Guest election blog – Conservatives by Chantal Woodun
My interest in the natural world led me to study Zoology and Psychology as a first degree, followed by International Studies, focusing on the environment and environmental policy.
Nature disconnection is a serious concern and in an attempt to do something about it, I became a London National Park City Ranger in 2020. Combined with my @wanderfulldn Instagram account, I draw attention to the vast array of blue and green space across our capital and beyond, whilst trying to show the benefits to our physical and mental health.
I also work with the campaign to save the glorious Warren Farm Nature Reserve, part of Brent River Park, West London from development by Ealing’s Labour council and have recently taken a part-time role as a tutor within the Sciences department at the CityLit, London.
I first voted in 1997 when the Conservatives had been in power for 18 years whilst Labour were promising to listen to citizens and drive radical change.
These are my thoughts about the environmental implications of the Conservative election manifesto.
Positives (please refer to Negatives!):
- “Committed to leaving the environment in a better state for future generations” and to ‘maintain leadership on climate change’.
- They refer to the Environment Act, 2021 to halt nature’s decline by 2030 with a biodiversity net gain.
- To continue support for the ‘Nature for Climate Fund’. This includes the support of peatland restoration.
- Tree planting.
- They want to create energy independence and refer to utilisation of renewables (alongside the more secure gas and oil).
- 90% of designated bathing waters are ‘good’ or ‘excellent’ up from 76% in 2010.
- They will keep their 2022 windfall tax on oil and gas companies in place until 2028-29.
- Almost 50% of the UK’s electricity comes from renewables.
- Creation of new National Park.
- The expansion of their existing ‘Blue Belt’ programme.
Negatives/areas to be clarified: :
- Their commitment to “leaving the environment in a better state for future generations” is per their previous manifesto. Three years on from the 2021 Environment Act and they are already behind their targets. Six years to go so what is their plan and confidence on achieving this?
- They refer to climate ‘change’ and not ‘crisis’ or ‘emergency’. Language is important and shows their lack of urgency and understanding.
- The UK is one of the least biodiverse countries in the world, so they have a great deal of work to do to achieve this.
- There is no commitment beyond 2025 for the Nature for Climate Fund. Currently, Peat habitats are 87% degraded which sounds dire so how do they plan to improve this to a reasonable state?
- They talk about tree planting with no detail of how, where, why. Also, in addition, they must look at habitats such as meadows, shrublands, hedgerows and wetlands, especially if they are to tackle biodiversity loss.
- They will “ensure annual licensing rounds for oil and gas” to protect “200,000 jobs and billions of pounds of tax receipts.”. This is short sighted and antiquated. At this time of climate emergency, they must look to prioritise green energy and green jobs.
- 90% of bathing waters as ‘good’ or ‘excellent’! Seriously?! They do not reference the raw sewage pumped into waterways or that every one of England’s rivers failing to meet safety standards. Where is their reference to this and a call to ban companies from doing this?
- The windfall tax on oil and gas companies is far from adequate. Citizens are experiencing energy poverty so taxing a fraction of what they should is completely unreasonable.
- I found the ‘50% electricity from renewables’ looks to be closer to 40%.
They plan to create new gas power stations to maintain a safe and reliable energy, stating the unreliability of renewables. This statement and their general language suggest they will continue to prioritise fossil fuel. - Whilst I’m not against a new national park, the RSPB state only 43-51% of protected areas are well-managed. It would be better to improve, restore and protect what we already have.
Overall assessment/Would I vote for these policies?
I have genuinely attempted to be objective and fact based, however throughout writing this, my face would have demonstrated that based on their record and facts, I don’t believe anything they say when it comes to protecting nature and the environment. Their statements of being leaders on climate and stats on renewables and clean water just make it clear that they are deluded.
This is one of a series of opinion pieces on the political parties’ 2024 general election manifestos. They were commissioned by Wild Justice several months ago by approaching a wide variety of conservationists and environmentalists long before the date of the general election was known. Some people who originally agreed to write pieces found the date and short timescale impossible and had to back out. We did not know what they would write and their only brief was to pick one or two political parties’ election manifestos and tell us what they liked and didn’t like about their environmental policies. We didn’t tell people what to write and we haven’t edited what they wrote (except to squeeze things into a common format, to correct minor grammatical and spelling errors and typos). The views expressed here are not necessarily those of Wild Justice.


#### Task item:
Copy the data that appears below exactly. Drop the pictures.

____________

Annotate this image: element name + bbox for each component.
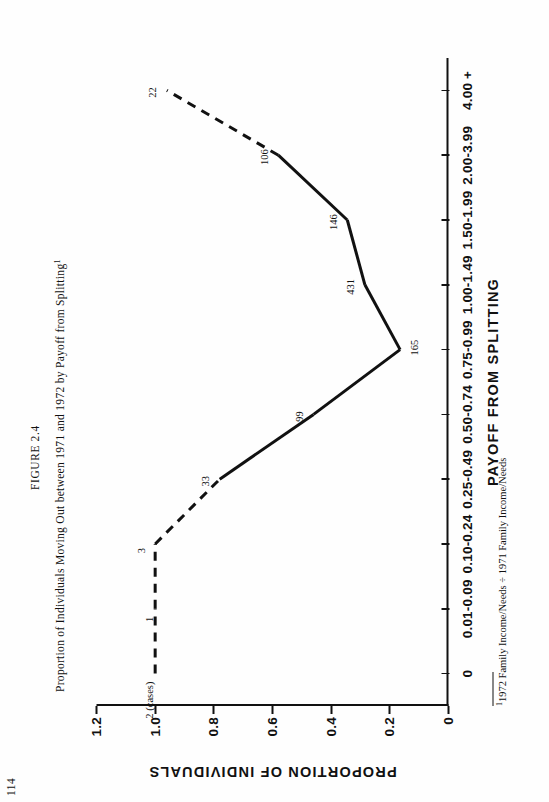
x-tick-label: 0.75-0.99 [459,320,474,379]
series-segment [364,285,399,350]
y-tick-label: 1.0 [147,717,162,736]
x-tick-label: 1.50-1.99 [459,191,474,250]
x-tick-label: 4.00 + [459,71,474,110]
data-point-label: 3 [135,548,146,553]
y-tick [212,706,214,714]
data-point-label: 1 [143,617,154,622]
series-segment [347,220,365,285]
document-page: 114 FIGURE 2.4 Proportion of Individuals… [0,0,549,802]
y-tick [388,706,390,714]
series-segment [278,155,347,220]
y-tick-label: 0 [441,717,456,725]
footnote-marker: 1 [494,702,503,706]
series-segment [166,90,277,155]
y-tick [271,706,273,714]
figure-title-footnote-marker: 1 [52,259,61,263]
x-axis-title: PAYOFF FROM SPLITTING [484,278,500,486]
data-point-label: 106 [258,149,269,165]
figure-label: FIGURE 2.4 [28,425,40,490]
x-tick-label: 0.25-0.49 [459,450,474,509]
x-tick-label: 1.00-1.49 [459,255,474,314]
series-segment [313,350,400,415]
data-point-label: 99 [294,411,305,422]
y-axis-title: PROPORTION OF INDIVIDUALS [148,764,396,780]
y-tick-label: 0.2 [382,717,397,736]
figure-title-text: Proportion of Individuals Moving Out bet… [54,264,66,692]
y-tick-label: 0.8 [206,717,221,736]
x-tick-label: 0.10-0.24 [459,515,474,574]
printed-page-sheet: 114 FIGURE 2.4 Proportion of Individuals… [0,0,549,802]
series-segment [155,479,220,544]
chart-plot-area: 00.01-0.090.10-0.240.25-0.490.50-0.740.7… [96,58,448,706]
x-tick-label: 2.00-3.99 [459,126,474,185]
data-point-label: 33 [200,476,211,487]
data-point-label: 22 [147,87,158,98]
figure-title: Proportion of Individuals Moving Out bet… [52,259,66,692]
data-point-label: 431 [345,279,356,295]
y-tick [95,706,97,714]
figure-footnote: 11972 Family Income/Needs ÷ 1971 Family … [492,458,508,706]
series-segment [219,414,313,479]
footnote-rule [492,672,493,706]
y-tick-label: 1.2 [89,717,104,736]
data-line-series [96,58,448,706]
x-tick-label: 0.50-0.74 [459,385,474,444]
data-point-label: 146 [327,214,338,230]
x-tick-label: 0 [459,670,474,678]
data-point-label: 2 (cases) [143,682,154,719]
y-tick-label: 0.4 [323,717,338,736]
y-tick-label: 0.6 [265,717,280,736]
x-tick-label: 0.01-0.09 [459,579,474,638]
data-point-label: 165 [408,340,419,356]
page-number: 114 [4,778,16,796]
footnote-text: 1972 Family Income/Needs ÷ 1971 Family I… [497,458,508,702]
y-tick [330,706,332,714]
y-tick [447,706,449,714]
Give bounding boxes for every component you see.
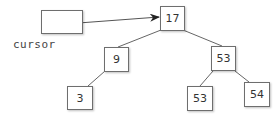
edge-53-53 xyxy=(200,71,213,86)
tree-node-right-right: 54 xyxy=(244,82,270,107)
tree-node-left-left: 3 xyxy=(67,86,93,110)
cursor-label: cursor xyxy=(13,38,56,51)
edge-17-53 xyxy=(183,30,222,46)
tree-node-root: 17 xyxy=(160,6,185,31)
edge-17-9 xyxy=(118,30,161,47)
tree-node-right-left: 53 xyxy=(187,86,213,111)
tree-diagram: cursor 17 9 53 3 53 54 xyxy=(0,0,280,116)
tree-node-right: 53 xyxy=(211,46,236,71)
cursor-box xyxy=(41,10,83,34)
edge-53-54 xyxy=(235,71,249,82)
tree-node-left: 9 xyxy=(104,47,129,72)
edge-9-3 xyxy=(88,71,105,86)
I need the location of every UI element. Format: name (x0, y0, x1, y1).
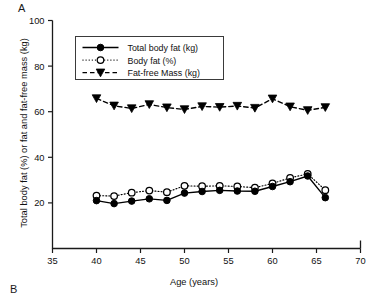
data-point (181, 190, 188, 197)
data-point (287, 178, 294, 185)
x-tick-label: 35 (47, 256, 57, 266)
legend-label: Total body fat (kg) (128, 43, 199, 53)
y-tick-label: 60 (34, 107, 44, 117)
chart-legend: Total body fat (kg)Body fat (%)Fat-free … (76, 37, 224, 80)
data-point (146, 195, 153, 202)
data-point (97, 44, 104, 51)
data-point (93, 197, 100, 204)
x-tick-label: 65 (311, 256, 321, 266)
x-axis-label: Age (years) (0, 277, 388, 287)
data-point (111, 193, 118, 200)
series-1 (93, 171, 328, 200)
x-tick-label: 45 (135, 256, 145, 266)
x-tick-label: 40 (91, 256, 101, 266)
chart-plot-area: 204060801003540455055606570Total body fa… (0, 0, 388, 302)
y-tick-label: 80 (34, 62, 44, 72)
data-point (199, 188, 206, 195)
y-axis-label: Total body fat (%) or fat and fat-free m… (19, 13, 29, 253)
y-tick-label: 20 (34, 198, 44, 208)
data-point (269, 183, 276, 190)
data-point (268, 95, 277, 103)
data-point (303, 107, 312, 115)
data-point (304, 173, 311, 180)
data-point (216, 187, 223, 194)
data-point (145, 101, 154, 109)
data-point (128, 198, 135, 205)
y-tick-label: 100 (29, 16, 45, 26)
data-point (252, 188, 259, 195)
y-tick-label: 40 (34, 153, 44, 163)
series-2 (92, 95, 329, 115)
data-point (164, 189, 171, 196)
data-point (234, 188, 241, 195)
x-tick-label: 55 (223, 256, 233, 266)
data-point (97, 57, 104, 64)
data-point (180, 106, 189, 114)
data-point (322, 187, 329, 194)
data-point (164, 197, 171, 204)
data-point (322, 194, 329, 201)
x-tick-label: 70 (355, 256, 365, 266)
data-point (92, 95, 101, 103)
data-point (111, 200, 118, 207)
legend-label: Body fat (%) (128, 56, 177, 66)
x-tick-label: 50 (179, 256, 189, 266)
data-point (146, 187, 153, 194)
x-tick-label: 60 (267, 256, 277, 266)
legend-label: Fat-free Mass (kg) (128, 68, 201, 78)
data-point (181, 183, 188, 190)
data-point (128, 189, 135, 196)
figure-panel-a: A B Total body fat (%) or fat and fat-fr… (0, 0, 388, 302)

____________

#### Your response:
Annotate this image: element name + bbox for each component.
x-tick-label: 0.75-0.99 [459,320,474,379]
series-segment [364,285,399,350]
y-tick-label: 1.0 [147,717,162,736]
x-tick-label: 1.50-1.99 [459,191,474,250]
x-tick-label: 4.00 + [459,71,474,110]
data-point-label: 3 [135,548,146,553]
y-tick [212,706,214,714]
data-point-label: 1 [143,617,154,622]
series-segment [347,220,365,285]
document-page: 114 FIGURE 2.4 Proportion of Individuals… [0,0,549,802]
y-tick [388,706,390,714]
series-segment [278,155,347,220]
y-tick-label: 0 [441,717,456,725]
footnote-marker: 1 [494,702,503,706]
series-segment [166,90,277,155]
y-tick [271,706,273,714]
figure-title-footnote-marker: 1 [52,259,61,263]
x-axis-title: PAYOFF FROM SPLITTING [484,278,500,486]
data-point-label: 106 [258,149,269,165]
figure-label: FIGURE 2.4 [28,425,40,490]
x-tick-label: 0.25-0.49 [459,450,474,509]
x-tick-label: 1.00-1.49 [459,255,474,314]
series-segment [313,350,400,415]
data-point-label: 99 [294,411,305,422]
y-axis-title: PROPORTION OF INDIVIDUALS [148,764,396,780]
y-tick-label: 0.2 [382,717,397,736]
figure-title-text: Proportion of Individuals Moving Out bet… [54,264,66,692]
y-tick-label: 0.8 [206,717,221,736]
x-tick-label: 0.10-0.24 [459,515,474,574]
printed-page-sheet: 114 FIGURE 2.4 Proportion of Individuals… [0,0,549,802]
series-segment [155,479,220,544]
chart-plot-area: 00.01-0.090.10-0.240.25-0.490.50-0.740.7… [96,58,448,706]
x-tick-label: 2.00-3.99 [459,126,474,185]
data-point-label: 33 [200,476,211,487]
data-point-label: 22 [147,87,158,98]
figure-title: Proportion of Individuals Moving Out bet… [52,259,66,692]
data-point-label: 431 [345,279,356,295]
y-tick [95,706,97,714]
figure-footnote: 11972 Family Income/Needs ÷ 1971 Family … [492,458,508,706]
series-segment [219,414,313,479]
footnote-rule [492,672,493,706]
y-tick-label: 1.2 [89,717,104,736]
data-line-series [96,58,448,706]
x-tick-label: 0.50-0.74 [459,385,474,444]
data-point-label: 146 [327,214,338,230]
x-tick-label: 0 [459,670,474,678]
data-point-label: 2 (cases) [143,682,154,719]
y-tick-label: 0.4 [323,717,338,736]
y-tick-label: 0.6 [265,717,280,736]
x-tick-label: 0.01-0.09 [459,579,474,638]
data-point-label: 165 [408,340,419,356]
page-number: 114 [4,778,16,796]
footnote-text: 1972 Family Income/Needs ÷ 1971 Family I… [497,458,508,702]
y-tick [330,706,332,714]
y-tick [447,706,449,714]
Give bounding boxes for every component you see.
edge-53-53 xyxy=(200,71,213,86)
tree-node-right-right: 54 xyxy=(244,82,270,107)
tree-node-left-left: 3 xyxy=(67,86,93,110)
cursor-label: cursor xyxy=(13,38,56,51)
edge-17-53 xyxy=(183,30,222,46)
tree-node-root: 17 xyxy=(160,6,185,31)
edge-17-9 xyxy=(118,30,161,47)
tree-node-right-left: 53 xyxy=(187,86,213,111)
tree-diagram: cursor 17 9 53 3 53 54 xyxy=(0,0,280,116)
tree-node-right: 53 xyxy=(211,46,236,71)
cursor-box xyxy=(41,10,83,34)
edge-53-54 xyxy=(235,71,249,82)
tree-node-left: 9 xyxy=(104,47,129,72)
edge-9-3 xyxy=(88,71,105,86)
I need the location of every UI element. Format: name (x0, y0, x1, y1).
data-point (181, 190, 188, 197)
data-point (287, 178, 294, 185)
x-tick-label: 35 (47, 256, 57, 266)
legend-label: Total body fat (kg) (128, 43, 199, 53)
y-tick-label: 60 (34, 107, 44, 117)
chart-legend: Total body fat (kg)Body fat (%)Fat-free … (76, 37, 224, 80)
data-point (146, 195, 153, 202)
data-point (97, 44, 104, 51)
data-point (93, 197, 100, 204)
x-tick-label: 65 (311, 256, 321, 266)
x-axis-label: Age (years) (0, 277, 388, 287)
data-point (111, 193, 118, 200)
series-1 (93, 171, 328, 200)
x-tick-label: 45 (135, 256, 145, 266)
x-tick-label: 40 (91, 256, 101, 266)
chart-plot-area: 204060801003540455055606570Total body fa… (0, 0, 388, 302)
y-tick-label: 80 (34, 62, 44, 72)
data-point (199, 188, 206, 195)
y-axis-label: Total body fat (%) or fat and fat-free m… (19, 13, 29, 253)
y-tick-label: 20 (34, 198, 44, 208)
data-point (269, 183, 276, 190)
data-point (268, 95, 277, 103)
data-point (303, 107, 312, 115)
data-point (304, 173, 311, 180)
data-point (216, 187, 223, 194)
data-point (145, 101, 154, 109)
data-point (128, 198, 135, 205)
y-tick-label: 100 (29, 16, 45, 26)
data-point (252, 188, 259, 195)
y-tick-label: 40 (34, 153, 44, 163)
series-2 (92, 95, 329, 115)
data-point (164, 189, 171, 196)
data-point (234, 188, 241, 195)
x-tick-label: 55 (223, 256, 233, 266)
data-point (97, 57, 104, 64)
data-point (180, 106, 189, 114)
data-point (322, 187, 329, 194)
data-point (164, 197, 171, 204)
data-point (322, 194, 329, 201)
x-tick-label: 70 (355, 256, 365, 266)
data-point (92, 95, 101, 103)
data-point (111, 200, 118, 207)
legend-label: Body fat (%) (128, 56, 177, 66)
x-tick-label: 50 (179, 256, 189, 266)
data-point (146, 187, 153, 194)
x-tick-label: 60 (267, 256, 277, 266)
legend-label: Fat-free Mass (kg) (128, 68, 201, 78)
data-point (181, 183, 188, 190)
data-point (128, 189, 135, 196)
figure-panel-a: A B Total body fat (%) or fat and fat-fr… (0, 0, 388, 302)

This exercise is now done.